* [Problem]:
Return, word for word, only the lines of the data below that lie between the line with "Image resolution: width=868" and the line with "is (608, 364).", those two lines included.
Segment Start: Provided data
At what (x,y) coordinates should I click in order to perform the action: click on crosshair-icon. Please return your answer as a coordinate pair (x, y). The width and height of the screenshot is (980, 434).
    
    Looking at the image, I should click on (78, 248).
Segment End: Provided data
Segment Start: Provided data
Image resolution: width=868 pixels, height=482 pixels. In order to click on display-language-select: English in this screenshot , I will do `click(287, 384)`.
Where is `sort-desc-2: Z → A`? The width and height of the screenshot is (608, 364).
Segment End: Provided data
Segment Start: Provided data
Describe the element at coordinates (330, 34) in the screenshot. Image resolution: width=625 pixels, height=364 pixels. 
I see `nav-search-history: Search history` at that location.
Segment End: Provided data
* [Response to this exercise]:
Image resolution: width=868 pixels, height=482 pixels. In order to click on display-language-select: English in this screenshot , I will do `click(287, 384)`.
Where is `sort-desc-2: Z → A`? The width and height of the screenshot is (608, 364).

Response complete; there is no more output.